Deliver Us From The Postal Service Monopoly
Article Published in the Hartford Courant (CT)
Some 1,300 U.S. postmasters will rally on Capitol Hill today to urge Congress to protect the Postal Service’s monopoly on letter-mail delivery. Although the 42,000-member National Association of Postmasters claims to be supporting your right to regular and affordable mail service, they’re really opposing any attempt to improve service at all.
Debate over how to overhaul the bloated and inefficient U.S. Postal Service has been underway since a presidential commission released its recommendations last August, and continued yesterday in a hearing of the Senate Governmental Affairs Committee, of which Connecticut Sen. Joe Lieberman is the ranking Democrat.
Sensible reformers don’t want to abolish the Postal Service. They simply want to allow well-established private-delivery companies to put packages in your mailbox. Right now, USPS is the only organization allowed to do so. Why is USPS so afraid of letting a private company use your mailbox?
Another proposal on the table – recently urged before Congress by Fred Smith, founder of Federal Express – is to allow a private carrier to transmit a letter, provided the carrier charges at least six times the basic stamp price. Yet the Postal Service is fighting tooth and nail to stop this from happening. Again, why is USPS so opposed to letting a private company deliver an ordinary envelope for $2.22?
Postal representatives argue that without a letter-mail monopoly, USPS will not be able to afford to deliver to all parts of the country. Their reasoning goes something like this: Urban routes are profitable, rural routes are not. Therefore, the USPS monopoly must be maintained so that profitable urban routes can subsidize loss-making rural routes.
If this monopoly is taken away, Postal representatives claim, private companies would sweep in to snatch away the lucrative city business, and the Postal Service would be unable to afford rural delivery.
The numbers, however, put the lie to this “rural delivery” argument.
According to Robert Cohen, director of planning for the Postal Rate Commission, there is no urban-to-rural subsidy. Mail volume, “not population density or urban character,” is what determines whether a route is profitable.
In fact, rural routes, in total, are quite profitable, says Cohen. Among all postal routes, slightly more than half are profitable and the rest are not. This ratio holds true for rural routes as well as urban ones.

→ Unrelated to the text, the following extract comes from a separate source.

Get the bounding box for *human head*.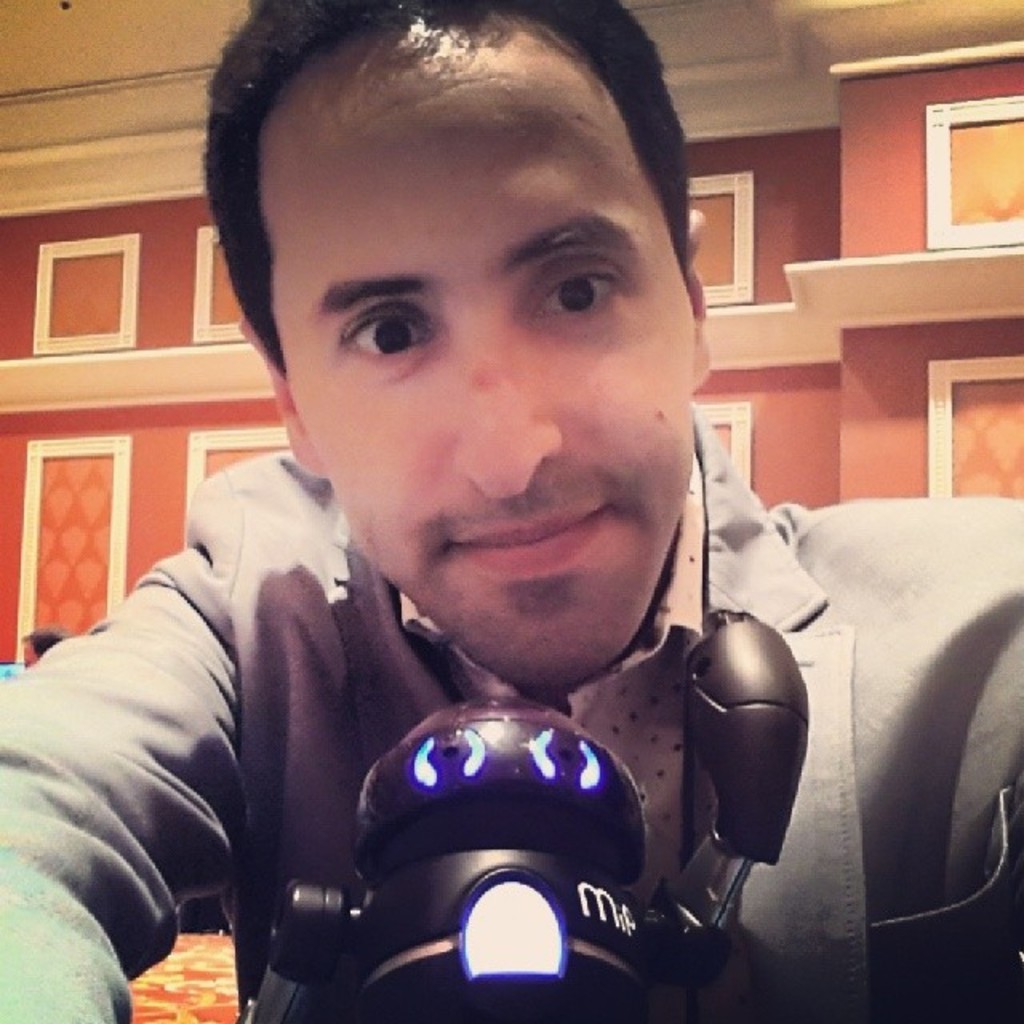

Moreover, loss-making rural routes constitute “only 2.5 percent of all addresses served,” according to the Postal Rate Commission. Serving these routes results in a loss of just $121 million or 0.3 percent of USPS expenditures. If private companies were allowed to deliver letter-mail, new tax revenue gushing in from the formerly tax-free $68 billion mail industry would easily cover any subsidies needed to make such deliveries.
Not only is the argument in favor of keeping the Postal Service’s monopoly flimsy, but monopolies also breed inflated costs, inefficiency and a lack of innovation. A cursory look at the USPS confirms as much.
Labor, which accounts for only about 50 percent of total costs at private-delivery companies, makes up 80 percent at the USPS. According to the Presidential Postal Commission, new hires receive a 28.4 percent pay increase, on average, when they join the USPS. Meanwhile, the Postal Service has wasted more than $50 million sponsoring professional sports teams – sponsorships that have absolutely nothing to do with delivering your mail.
Today, the Postal Service is $7 billion in debt and lobbying Congress to fork over an additional $750 million. Yet even as this government organization is hemorrhaging financially, it is vehemently opposing attempts to save it – no matter how sensible.
To justify its own continued existence – including a $68 billion budget and 834,000 workers – the Postal Service simply refuses to accept that it is becoming increasingly less relevant in an age of digital communications.
The postmasters are welcome to march on the Capitol. But no one should be fooled into thinking they’re supporting universal service. They simply want to preserve the Postal Service’s inefficient, outdated, money-losing monopoly.